Each of the six south-facing steps of the building features a solar photovoltaic system. Combined with PV trellises on the fifth and seventh floor gardens and a stair canopy on the top of the building, the system will generate approximately 70,000 KW per year, enough to power about 3% of the total building.

Via Verde features high-efficiency, hydronic gas-fired boiler-domestic hot water systems that use returning water to heat water for showers and cooking. “It further reduces the water temperature going back to the boilers, so the boilers are operating at a higher efficiency,” says Waldir Alvarez, an MEP engineer with Ettinger Engineering Associates, New York.

High-efficiency air-conditioning units will cool common areas. A monitoring system will allow managers and residents to track gas, water and electrical usage.

“It’s a feedback mechanism where you can fine-tune your system with hard data,” Alvarez says.

Metro Green

Performance feedback is critical for Rose. The firm commonly commissions thermographs of finished buildings. “It’s amazing what you can learn about how well you insulated and where the leaks are,” Rose said. “That helps us design the next one even better. Sometimes we go back to fix things.”

Thermoscan photography of the first phase of Metro Green, a multiuse, transit-oriented, LEED-Gold Neighborhood Development in Stamford, showed thermal leaks where decorative balconies and windows were inserted into the building. Perkins Eastman Architects, Stamford, modified plans for the second phase—the Metro Green Residences, a seven-story, 62,000-sq-ft, 50-unit, block-and-plank building being co-developed by Malkin Properties and constructed by Malkin Construction,

For the Residences’ metal-frame exterior, crews will spray on an air-weather barrier and install an additional layer of insulation to make the building “tighter,” says Jonathan Metz, architect with Perkins Eastman.

“It can be a model for affordable housing in New York City and across America.”
—Robert Garneau, Grimshaw

“The envelope has three layers of insulation: 6 inches of blown cellulose between the studs, followed by the sprayed-on, air-vapor barrier layer, then outside sheeting on top of a finished wall surface HandiePlank,” says Thomas Durels, CEO of Malkin Construction and executive vice president of Malkin Properties and Malkin Holdings.

Each unit has its own HVAC system. In the first building, the team used a tankless, condensing water heater-boiler. But when the systems proved less efficient than expected, designers selected separate furnaces and hot water heaters for the Residences.

“Green and environmentally sustainable housing should not be just for people who are rich and market-rate tenants,” Metz says. “Something green sometimes has a higher up-front cost, but you have to quantify it over the life of the building.”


Set down all of the records below exactly, please, omitting the images.

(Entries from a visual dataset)
Segment Open

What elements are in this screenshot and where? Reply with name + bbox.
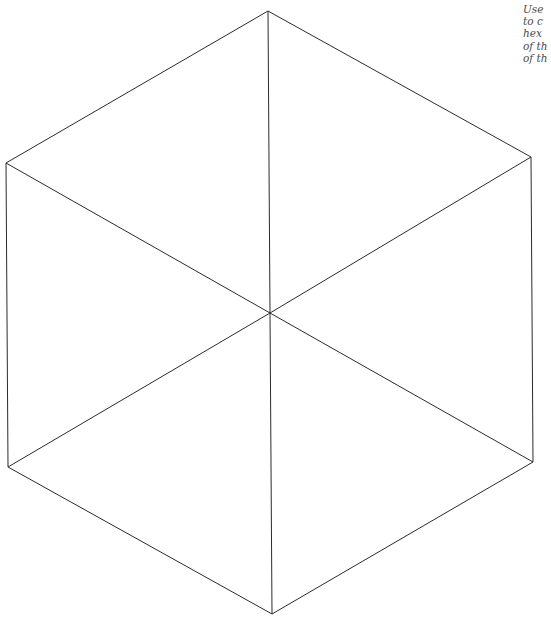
instructions-line: Use xyxy=(523,3,551,15)
hexagon-spokes xyxy=(6,11,533,614)
spoke-upper-right xyxy=(270,157,531,313)
spoke-lower-right xyxy=(270,313,533,462)
spoke-upper-left xyxy=(6,163,270,313)
instructions-line: of th xyxy=(523,52,551,64)
instructions-line: of th xyxy=(523,40,551,52)
instructions-line: hex xyxy=(523,27,551,39)
instructions-line: to c xyxy=(523,15,551,27)
spoke-top xyxy=(268,11,270,313)
spoke-lower-left xyxy=(8,313,270,467)
instructions-text: Use to c hex of th of th xyxy=(523,3,551,64)
spoke-bottom xyxy=(270,313,272,614)
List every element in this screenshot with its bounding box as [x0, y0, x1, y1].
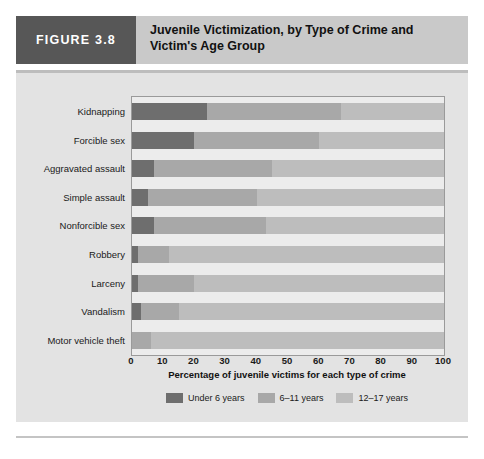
bar-segment	[132, 217, 154, 234]
y-axis-label: Robbery	[0, 246, 132, 263]
bar-segment	[319, 132, 444, 149]
x-axis-ticks: 0102030405060708090100	[131, 355, 445, 369]
y-axis-label: Vandalism	[0, 303, 132, 320]
x-tick-label: 30	[219, 355, 230, 366]
bar-segment	[207, 103, 341, 120]
figure-number-tag: FIGURE 3.8	[16, 16, 136, 64]
stacked-bar	[132, 275, 444, 292]
legend-swatch	[166, 393, 183, 403]
bar-segment	[266, 217, 444, 234]
bar-segment	[154, 160, 273, 177]
bar-segment	[138, 246, 169, 263]
y-axis-label: Larceny	[0, 275, 132, 292]
bar-segment	[179, 303, 444, 320]
x-tick-label: 50	[282, 355, 293, 366]
x-tick-label: 90	[407, 355, 418, 366]
bar-row: Larceny	[132, 269, 444, 298]
stacked-bar	[132, 132, 444, 149]
bar-segment	[194, 132, 319, 149]
bar-segment	[151, 332, 444, 349]
legend-swatch	[336, 393, 353, 403]
bar-segment	[341, 103, 444, 120]
y-axis-label: Nonforcible sex	[0, 217, 132, 234]
bar-row: Robbery	[132, 240, 444, 269]
bar-row: Simple assault	[132, 183, 444, 212]
x-tick-label: 80	[375, 355, 386, 366]
bar-segment	[257, 189, 444, 206]
bar-segment	[169, 246, 444, 263]
bar-segment	[132, 189, 148, 206]
footer-rule	[16, 436, 468, 438]
legend-item: 6–11 years	[258, 393, 324, 403]
x-tick-label: 10	[157, 355, 168, 366]
bar-segment	[272, 160, 444, 177]
stacked-bar	[132, 303, 444, 320]
x-tick-label: 70	[344, 355, 355, 366]
bar-segment	[141, 303, 178, 320]
x-tick-label: 20	[188, 355, 199, 366]
x-tick-label: 40	[251, 355, 262, 366]
x-axis-title: Percentage of juvenile victims for each …	[131, 369, 443, 380]
chart-panel: KidnappingForcible sexAggravated assault…	[16, 70, 468, 422]
bar-segment	[132, 160, 154, 177]
legend-label: 12–17 years	[358, 393, 408, 403]
stacked-bar	[132, 217, 444, 234]
y-axis-label: Forcible sex	[0, 132, 132, 149]
y-axis-label: Kidnapping	[0, 103, 132, 120]
panel-top-rule	[16, 70, 468, 73]
bar-segment	[132, 303, 141, 320]
stacked-bar	[132, 103, 444, 120]
x-tick-label: 0	[128, 355, 133, 366]
bar-row: Aggravated assault	[132, 154, 444, 183]
y-axis-label: Aggravated assault	[0, 160, 132, 177]
stacked-bar	[132, 332, 444, 349]
bar-row: Nonforcible sex	[132, 211, 444, 240]
bar-row: Kidnapping	[132, 97, 444, 126]
legend-label: Under 6 years	[188, 393, 245, 403]
bar-segment	[194, 275, 444, 292]
figure-header: FIGURE 3.8 Juvenile Victimization, by Ty…	[16, 16, 468, 64]
bar-row: Vandalism	[132, 297, 444, 326]
figure-container: FIGURE 3.8 Juvenile Victimization, by Ty…	[0, 0, 484, 459]
bar-segment	[132, 103, 207, 120]
y-axis-label: Motor vehicle theft	[0, 332, 132, 349]
plot-area: KidnappingForcible sexAggravated assault…	[131, 96, 445, 356]
chart-legend: Under 6 years6–11 years12–17 years	[131, 390, 443, 406]
stacked-bar	[132, 160, 444, 177]
stacked-bar	[132, 246, 444, 263]
x-tick-label: 60	[313, 355, 324, 366]
figure-title: Juvenile Victimization, by Type of Crime…	[150, 23, 455, 54]
bar-segment	[132, 332, 151, 349]
legend-label: 6–11 years	[280, 393, 324, 403]
bar-rows: KidnappingForcible sexAggravated assault…	[132, 97, 444, 355]
bar-segment	[148, 189, 257, 206]
x-tick-label: 100	[435, 355, 451, 366]
legend-item: Under 6 years	[166, 393, 245, 403]
bar-row: Motor vehicle theft	[132, 326, 444, 355]
legend-item: 12–17 years	[336, 393, 408, 403]
y-axis-label: Simple assault	[0, 189, 132, 206]
bar-segment	[154, 217, 266, 234]
bar-segment	[132, 132, 194, 149]
legend-swatch	[258, 393, 275, 403]
bar-segment	[138, 275, 194, 292]
stacked-bar	[132, 189, 444, 206]
bar-row: Forcible sex	[132, 126, 444, 155]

Segment Closed

(RESPONSE BOX)
What elements are in this screenshot and where? Reply with name + bbox.
instructions-line: Use xyxy=(523,3,551,15)
hexagon-spokes xyxy=(6,11,533,614)
spoke-upper-right xyxy=(270,157,531,313)
spoke-lower-right xyxy=(270,313,533,462)
spoke-upper-left xyxy=(6,163,270,313)
instructions-line: of th xyxy=(523,52,551,64)
instructions-line: of th xyxy=(523,40,551,52)
instructions-line: hex xyxy=(523,27,551,39)
instructions-line: to c xyxy=(523,15,551,27)
spoke-top xyxy=(268,11,270,313)
spoke-lower-left xyxy=(8,313,270,467)
instructions-text: Use to c hex of th of th xyxy=(523,3,551,64)
spoke-bottom xyxy=(270,313,272,614)
List every element in this screenshot with its bounding box as [x0, y0, x1, y1].
bar-segment	[132, 217, 154, 234]
y-axis-label: Robbery	[0, 246, 132, 263]
bar-segment	[319, 132, 444, 149]
x-axis-ticks: 0102030405060708090100	[131, 355, 445, 369]
y-axis-label: Vandalism	[0, 303, 132, 320]
x-tick-label: 30	[219, 355, 230, 366]
bar-segment	[207, 103, 341, 120]
figure-number-tag: FIGURE 3.8	[16, 16, 136, 64]
stacked-bar	[132, 275, 444, 292]
legend-swatch	[166, 393, 183, 403]
bar-segment	[266, 217, 444, 234]
bar-segment	[154, 160, 273, 177]
bar-segment	[138, 246, 169, 263]
y-axis-label: Larceny	[0, 275, 132, 292]
bar-segment	[179, 303, 444, 320]
x-tick-label: 50	[282, 355, 293, 366]
x-tick-label: 90	[407, 355, 418, 366]
bar-row: Larceny	[132, 269, 444, 298]
stacked-bar	[132, 132, 444, 149]
bar-segment	[194, 132, 319, 149]
bar-segment	[151, 332, 444, 349]
legend-swatch	[336, 393, 353, 403]
bar-segment	[341, 103, 444, 120]
y-axis-label: Nonforcible sex	[0, 217, 132, 234]
bar-row: Robbery	[132, 240, 444, 269]
bar-row: Simple assault	[132, 183, 444, 212]
x-tick-label: 80	[375, 355, 386, 366]
bar-segment	[257, 189, 444, 206]
bar-segment	[169, 246, 444, 263]
bar-segment	[132, 189, 148, 206]
footer-rule	[16, 436, 468, 438]
legend-item: 6–11 years	[258, 393, 324, 403]
x-tick-label: 10	[157, 355, 168, 366]
bar-segment	[272, 160, 444, 177]
stacked-bar	[132, 303, 444, 320]
x-tick-label: 70	[344, 355, 355, 366]
bar-segment	[141, 303, 178, 320]
x-tick-label: 20	[188, 355, 199, 366]
x-tick-label: 40	[251, 355, 262, 366]
x-axis-title: Percentage of juvenile victims for each …	[131, 369, 443, 380]
chart-panel: KidnappingForcible sexAggravated assault…	[16, 70, 468, 422]
bar-segment	[132, 160, 154, 177]
legend-label: 12–17 years	[358, 393, 408, 403]
stacked-bar	[132, 217, 444, 234]
y-axis-label: Forcible sex	[0, 132, 132, 149]
y-axis-label: Kidnapping	[0, 103, 132, 120]
panel-top-rule	[16, 70, 468, 73]
bar-segment	[132, 303, 141, 320]
stacked-bar	[132, 103, 444, 120]
x-tick-label: 0	[128, 355, 133, 366]
bar-row: Aggravated assault	[132, 154, 444, 183]
y-axis-label: Aggravated assault	[0, 160, 132, 177]
stacked-bar	[132, 332, 444, 349]
bar-row: Nonforcible sex	[132, 211, 444, 240]
bar-row: Kidnapping	[132, 97, 444, 126]
legend-label: Under 6 years	[188, 393, 245, 403]
bar-segment	[194, 275, 444, 292]
figure-header: FIGURE 3.8 Juvenile Victimization, by Ty…	[16, 16, 468, 64]
bar-row: Vandalism	[132, 297, 444, 326]
figure-container: FIGURE 3.8 Juvenile Victimization, by Ty…	[0, 0, 484, 459]
bar-segment	[132, 103, 207, 120]
y-axis-label: Motor vehicle theft	[0, 332, 132, 349]
plot-area: KidnappingForcible sexAggravated assault…	[131, 96, 445, 356]
chart-legend: Under 6 years6–11 years12–17 years	[131, 390, 443, 406]
stacked-bar	[132, 160, 444, 177]
stacked-bar	[132, 246, 444, 263]
x-tick-label: 60	[313, 355, 324, 366]
figure-title: Juvenile Victimization, by Type of Crime…	[150, 23, 455, 54]
bar-segment	[132, 332, 151, 349]
legend-label: 6–11 years	[280, 393, 324, 403]
bar-rows: KidnappingForcible sexAggravated assault…	[132, 97, 444, 355]
bar-segment	[148, 189, 257, 206]
x-tick-label: 100	[435, 355, 451, 366]
legend-item: Under 6 years	[166, 393, 245, 403]
bar-row: Motor vehicle theft	[132, 326, 444, 355]
legend-item: 12–17 years	[336, 393, 408, 403]
y-axis-label: Simple assault	[0, 189, 132, 206]
bar-segment	[154, 217, 266, 234]
bar-segment	[132, 132, 194, 149]
legend-swatch	[258, 393, 275, 403]
bar-segment	[138, 275, 194, 292]
stacked-bar	[132, 189, 444, 206]
bar-row: Forcible sex	[132, 126, 444, 155]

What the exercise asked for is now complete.